_Work instruction_
Nothing but the lines from the one with "pixels, height=462 pixels." through the final line of the entries should appear in the answer, copied exactly and without pictures.

-------- The data --------

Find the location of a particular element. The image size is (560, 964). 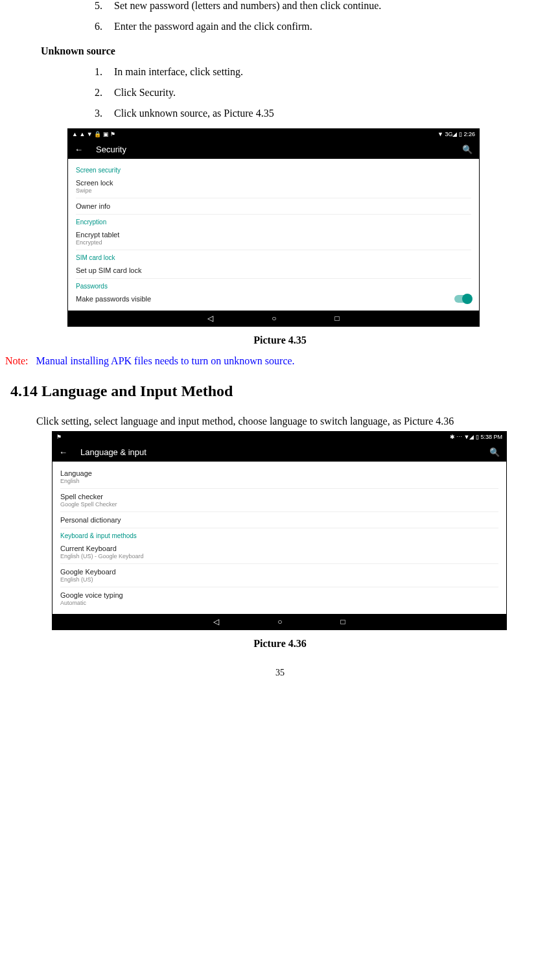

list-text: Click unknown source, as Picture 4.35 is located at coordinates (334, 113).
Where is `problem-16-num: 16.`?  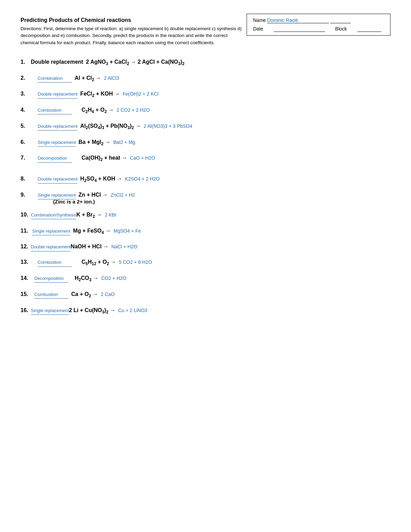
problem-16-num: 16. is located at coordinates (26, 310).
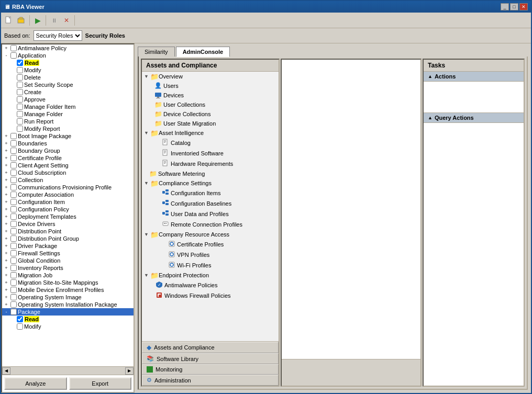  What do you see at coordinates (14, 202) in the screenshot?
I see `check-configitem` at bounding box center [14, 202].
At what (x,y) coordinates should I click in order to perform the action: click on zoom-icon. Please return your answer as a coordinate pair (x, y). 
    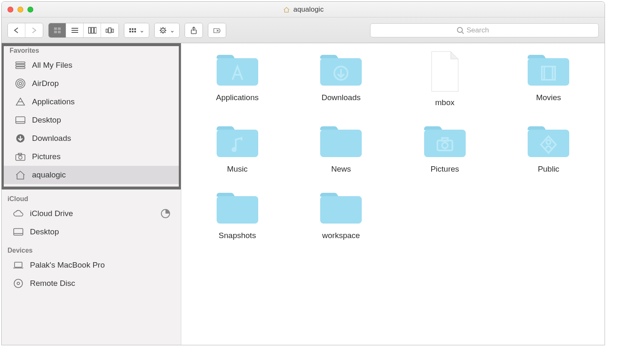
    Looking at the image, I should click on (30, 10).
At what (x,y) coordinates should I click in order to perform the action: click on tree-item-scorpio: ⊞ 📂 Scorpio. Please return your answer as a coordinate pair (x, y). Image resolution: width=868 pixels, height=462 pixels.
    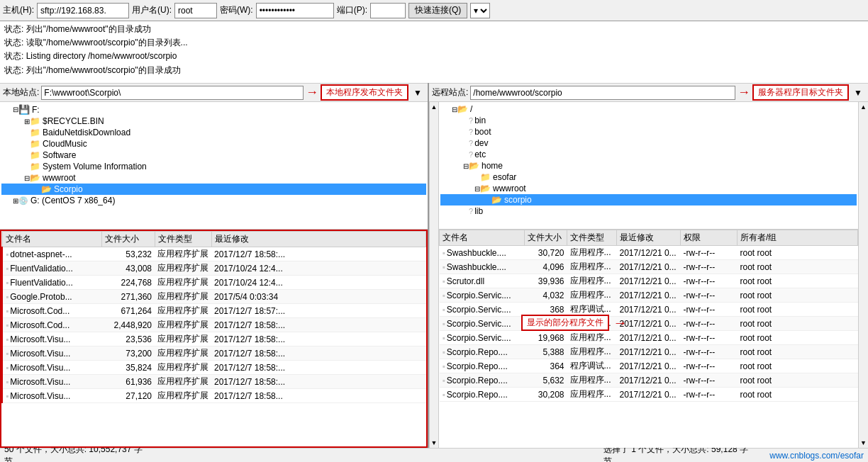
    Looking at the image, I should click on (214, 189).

--------

_Problem solution_
At what (x,y) coordinates should I click in order to perform the action: click on tree-item-scorpio: ⊞ 📂 Scorpio. Please return your answer as a coordinate pair (x, y). Image resolution: width=868 pixels, height=462 pixels.
    Looking at the image, I should click on (214, 189).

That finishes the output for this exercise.